How It Differs From Clinical Psychology
The easiest way to understand clinical health psychology is to compare it with traditional clinical psychology. Clinical psychology primarily focuses on diagnosing and treating mental disorders like depression, anxiety, or schizophrenia. Clinical health psychology examines the bidirectional relationship between mental and physical health. A clinical psychologist might treat someone’s depression as a standalone condition. A clinical health psychologist might treat depression that developed after a multiple sclerosis diagnosis, with a focus on how that depression is affecting disease progression, medication adherence, and daily functioning.
Health psychologists also study health behaviors like sleep, eating, and physical activity that sit at the intersection of mental and physical well-being. Their patient populations tend to be people dealing with chronic or serious medical conditions rather than people seeking therapy for psychological concerns alone.

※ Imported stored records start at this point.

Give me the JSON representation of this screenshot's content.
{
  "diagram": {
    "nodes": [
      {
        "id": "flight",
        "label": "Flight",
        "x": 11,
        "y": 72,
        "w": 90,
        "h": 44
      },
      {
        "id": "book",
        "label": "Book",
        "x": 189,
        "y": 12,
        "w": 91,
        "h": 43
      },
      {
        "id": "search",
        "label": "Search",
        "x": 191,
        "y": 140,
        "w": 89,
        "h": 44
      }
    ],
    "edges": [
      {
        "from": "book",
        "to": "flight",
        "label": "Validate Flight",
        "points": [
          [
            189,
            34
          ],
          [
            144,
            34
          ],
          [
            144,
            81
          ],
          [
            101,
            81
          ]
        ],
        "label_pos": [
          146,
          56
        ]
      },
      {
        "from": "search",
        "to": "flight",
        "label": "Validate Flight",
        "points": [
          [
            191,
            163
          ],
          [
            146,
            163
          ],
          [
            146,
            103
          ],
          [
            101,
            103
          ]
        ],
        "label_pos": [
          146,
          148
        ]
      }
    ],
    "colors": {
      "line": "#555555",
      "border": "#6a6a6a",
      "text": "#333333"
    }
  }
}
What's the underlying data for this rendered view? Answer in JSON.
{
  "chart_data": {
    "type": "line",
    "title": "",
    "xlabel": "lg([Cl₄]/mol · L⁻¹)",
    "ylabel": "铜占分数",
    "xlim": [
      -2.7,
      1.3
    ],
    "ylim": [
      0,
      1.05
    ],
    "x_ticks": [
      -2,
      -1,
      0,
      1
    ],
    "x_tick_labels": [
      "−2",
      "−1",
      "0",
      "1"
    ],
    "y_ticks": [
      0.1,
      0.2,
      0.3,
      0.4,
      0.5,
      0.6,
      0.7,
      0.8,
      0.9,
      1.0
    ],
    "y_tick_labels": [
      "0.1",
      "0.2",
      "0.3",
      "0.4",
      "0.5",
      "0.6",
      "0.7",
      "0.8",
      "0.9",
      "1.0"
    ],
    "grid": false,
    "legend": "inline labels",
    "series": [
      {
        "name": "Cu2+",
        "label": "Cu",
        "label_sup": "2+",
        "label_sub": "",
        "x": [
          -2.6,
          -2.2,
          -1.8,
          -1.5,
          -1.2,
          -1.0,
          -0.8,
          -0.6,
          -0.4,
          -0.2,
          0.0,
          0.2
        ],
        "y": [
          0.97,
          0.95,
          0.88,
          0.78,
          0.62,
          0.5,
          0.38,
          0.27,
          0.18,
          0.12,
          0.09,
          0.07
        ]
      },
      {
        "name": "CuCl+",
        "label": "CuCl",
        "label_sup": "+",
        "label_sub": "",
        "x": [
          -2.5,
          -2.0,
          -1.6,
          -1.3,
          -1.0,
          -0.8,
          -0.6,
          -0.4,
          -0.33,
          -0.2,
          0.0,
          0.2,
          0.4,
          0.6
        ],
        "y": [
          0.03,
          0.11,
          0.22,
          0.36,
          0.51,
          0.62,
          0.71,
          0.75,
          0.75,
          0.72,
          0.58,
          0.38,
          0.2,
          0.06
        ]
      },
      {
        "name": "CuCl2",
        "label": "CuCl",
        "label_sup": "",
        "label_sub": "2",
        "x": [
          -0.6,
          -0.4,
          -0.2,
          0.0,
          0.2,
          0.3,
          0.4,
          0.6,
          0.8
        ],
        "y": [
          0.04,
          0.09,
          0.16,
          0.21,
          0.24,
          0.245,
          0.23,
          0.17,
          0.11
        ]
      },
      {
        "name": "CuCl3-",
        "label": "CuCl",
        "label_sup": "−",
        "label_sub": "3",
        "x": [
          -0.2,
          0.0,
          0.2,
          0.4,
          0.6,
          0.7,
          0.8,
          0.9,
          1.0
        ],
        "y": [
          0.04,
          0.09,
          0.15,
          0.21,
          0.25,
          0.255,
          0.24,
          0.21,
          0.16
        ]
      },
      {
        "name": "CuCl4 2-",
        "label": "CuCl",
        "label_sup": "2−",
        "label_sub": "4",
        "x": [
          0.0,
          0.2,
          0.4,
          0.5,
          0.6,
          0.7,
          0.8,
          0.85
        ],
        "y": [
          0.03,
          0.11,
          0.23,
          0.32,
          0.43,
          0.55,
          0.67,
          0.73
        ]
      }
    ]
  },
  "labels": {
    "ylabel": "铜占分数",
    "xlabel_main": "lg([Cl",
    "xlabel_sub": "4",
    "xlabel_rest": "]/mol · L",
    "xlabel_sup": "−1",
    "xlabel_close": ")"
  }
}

Conditions and Interventions
Clinical health psychologists work across a wide range of medical conditions. Some of the most common include Type 1 and Type 2 diabetes, rheumatoid arthritis, HIV, multiple sclerosis, chronic pain, cancer, and cardiovascular disease. The interventions are tailored to each condition, but they share a common thread: helping people manage the psychological weight of living with a medical diagnosis while improving their actual health behaviors.

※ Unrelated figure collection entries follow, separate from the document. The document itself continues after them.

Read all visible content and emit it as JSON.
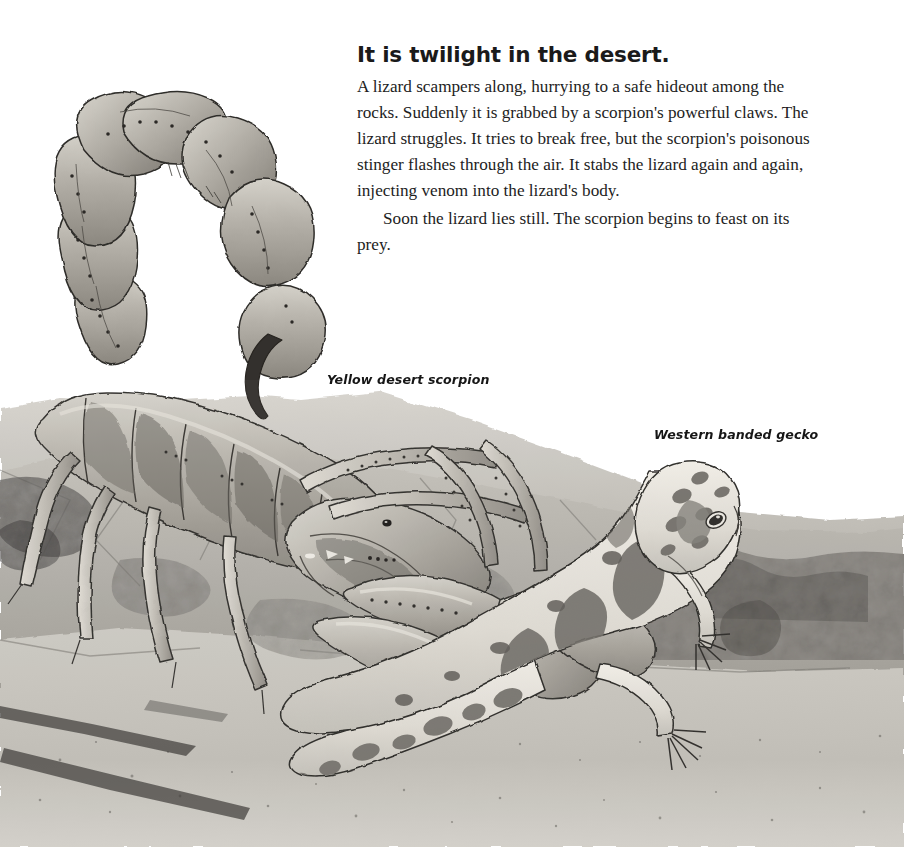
{
  "page": {
    "width": 904,
    "height": 847,
    "background_color": "#ffffff",
    "kind": "illustrated-book-page"
  },
  "text": {
    "headline": "It is twilight in the desert.",
    "paragraphs": [
      "A lizard scampers along, hurrying to a safe hideout among the rocks. Suddenly it is grabbed by a scorpion's powerful claws. The lizard struggles. It tries to break free, but the scorpion's poisonous stinger flashes through the air. It stabs the lizard again and again, injecting venom into the lizard's body.",
      "Soon the lizard lies still. The scorpion begins to feast on its prey."
    ]
  },
  "captions": {
    "scorpion": "Yellow desert scorpion",
    "gecko": "Western banded gecko"
  },
  "illustration": {
    "medium": "grayscale watercolor and ink",
    "subjects": [
      "yellow desert scorpion",
      "western banded gecko",
      "desert rocks"
    ],
    "palette": {
      "paper": "#ffffff",
      "rock_light": "#cfccc6",
      "rock_mid": "#b0ada6",
      "rock_dark": "#8d8a84",
      "rock_shadow": "#585650",
      "body_light": "#c8c5bd",
      "body_mid": "#a5a199",
      "body_dark": "#7e7a73",
      "ink": "#2b2a27",
      "gecko_pale": "#e8e5dd",
      "gecko_spot": "#6f6c66"
    }
  }
}
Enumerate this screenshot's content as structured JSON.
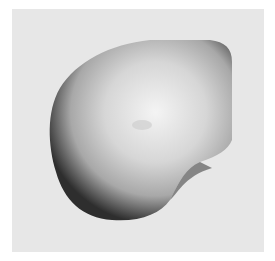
{
  "image": {
    "subject": "mother-of-pearl shell",
    "background_color": "#e7e7e7",
    "border_color": "#ffffff",
    "shell_colors": {
      "highlight": "#f2f2f2",
      "mid": "#c8c8c8",
      "edge": "#3a3a3a"
    }
  }
}
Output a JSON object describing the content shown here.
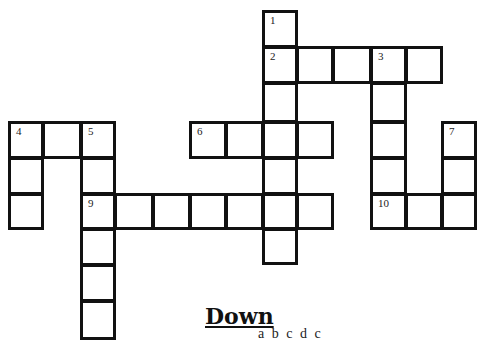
{
  "puzzle": {
    "heading_down": "Down",
    "clue_partial": "a   b   c   d   c"
  },
  "cells": [
    {
      "x": 262,
      "y": 10,
      "w": 36,
      "h": 38,
      "num": "1"
    },
    {
      "x": 262,
      "y": 46,
      "w": 36,
      "h": 38,
      "num": "2"
    },
    {
      "x": 296,
      "y": 46,
      "w": 38,
      "h": 38,
      "num": ""
    },
    {
      "x": 332,
      "y": 46,
      "w": 40,
      "h": 38,
      "num": ""
    },
    {
      "x": 370,
      "y": 46,
      "w": 37,
      "h": 38,
      "num": "3"
    },
    {
      "x": 405,
      "y": 46,
      "w": 38,
      "h": 38,
      "num": ""
    },
    {
      "x": 262,
      "y": 82,
      "w": 36,
      "h": 41,
      "num": ""
    },
    {
      "x": 370,
      "y": 82,
      "w": 37,
      "h": 41,
      "num": ""
    },
    {
      "x": 8,
      "y": 121,
      "w": 36,
      "h": 38,
      "num": "4"
    },
    {
      "x": 42,
      "y": 121,
      "w": 40,
      "h": 38,
      "num": ""
    },
    {
      "x": 80,
      "y": 121,
      "w": 36,
      "h": 38,
      "num": "5"
    },
    {
      "x": 189,
      "y": 121,
      "w": 38,
      "h": 38,
      "num": "6"
    },
    {
      "x": 225,
      "y": 121,
      "w": 39,
      "h": 38,
      "num": ""
    },
    {
      "x": 262,
      "y": 121,
      "w": 36,
      "h": 38,
      "num": ""
    },
    {
      "x": 296,
      "y": 121,
      "w": 38,
      "h": 38,
      "num": ""
    },
    {
      "x": 370,
      "y": 121,
      "w": 37,
      "h": 38,
      "num": ""
    },
    {
      "x": 441,
      "y": 121,
      "w": 36,
      "h": 38,
      "num": "7"
    },
    {
      "x": 8,
      "y": 157,
      "w": 36,
      "h": 38,
      "num": ""
    },
    {
      "x": 80,
      "y": 157,
      "w": 36,
      "h": 38,
      "num": ""
    },
    {
      "x": 262,
      "y": 157,
      "w": 36,
      "h": 38,
      "num": ""
    },
    {
      "x": 370,
      "y": 157,
      "w": 37,
      "h": 38,
      "num": ""
    },
    {
      "x": 441,
      "y": 157,
      "w": 36,
      "h": 38,
      "num": ""
    },
    {
      "x": 8,
      "y": 193,
      "w": 36,
      "h": 37,
      "num": ""
    },
    {
      "x": 80,
      "y": 193,
      "w": 36,
      "h": 37,
      "num": "9"
    },
    {
      "x": 114,
      "y": 193,
      "w": 40,
      "h": 37,
      "num": ""
    },
    {
      "x": 152,
      "y": 193,
      "w": 39,
      "h": 37,
      "num": ""
    },
    {
      "x": 189,
      "y": 193,
      "w": 38,
      "h": 37,
      "num": ""
    },
    {
      "x": 225,
      "y": 193,
      "w": 39,
      "h": 37,
      "num": ""
    },
    {
      "x": 262,
      "y": 193,
      "w": 36,
      "h": 37,
      "num": ""
    },
    {
      "x": 296,
      "y": 193,
      "w": 38,
      "h": 37,
      "num": ""
    },
    {
      "x": 370,
      "y": 193,
      "w": 37,
      "h": 37,
      "num": "10"
    },
    {
      "x": 405,
      "y": 193,
      "w": 38,
      "h": 37,
      "num": ""
    },
    {
      "x": 441,
      "y": 193,
      "w": 36,
      "h": 37,
      "num": ""
    },
    {
      "x": 262,
      "y": 228,
      "w": 36,
      "h": 37,
      "num": ""
    },
    {
      "x": 80,
      "y": 228,
      "w": 36,
      "h": 38,
      "num": ""
    },
    {
      "x": 80,
      "y": 264,
      "w": 36,
      "h": 38,
      "num": ""
    },
    {
      "x": 80,
      "y": 300,
      "w": 36,
      "h": 40,
      "num": ""
    }
  ]
}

For someone newly diagnosed with Type 2 diabetes, treatment might involve psychoeducation about diet and lifestyle, problem-solving around barriers to self-care, and cognitive restructuring to challenge unhelpful thoughts like “this illness limits everything I can do.” A key part of this work involves helping patients identify positive, personal reasons for sticking with their treatment (“I want to be healthy for my children”) and actively think those thoughts when doing something difficult like monitoring blood sugar or changing their diet.
For rheumatoid arthritis, interventions often focus on managing flare-ups, relaxation training, pacing activities throughout the day, and building communication skills to advocate for needs with family and medical providers. People with multiple sclerosis might work on progressive muscle relaxation, controlled breathing, scheduling enjoyable activities to counteract low mood, and identifying thought patterns that make symptoms feel more overwhelming than they need to be.
For HIV patients, acceptance-based approaches help people sit with difficult emotions rather than avoid them, while connecting daily behaviors to larger life goals that provide a sense of purpose and coherence.
What the Evidence Shows
Integrating psychological care into medical settings produces measurable improvements. In integrated care settings where mental health services are embedded alongside medical treatment, patients show meaningful reductions in both anxiety and depression scores over successive visits. Research on these models found that anxiety scores dropped by roughly 1.4 points per assessment period, with similar improvements in depression. Physical health markers like blood pressure and long-term blood sugar control remained stable over two years of follow-up, which is notable because these patients were at high risk for worsening health.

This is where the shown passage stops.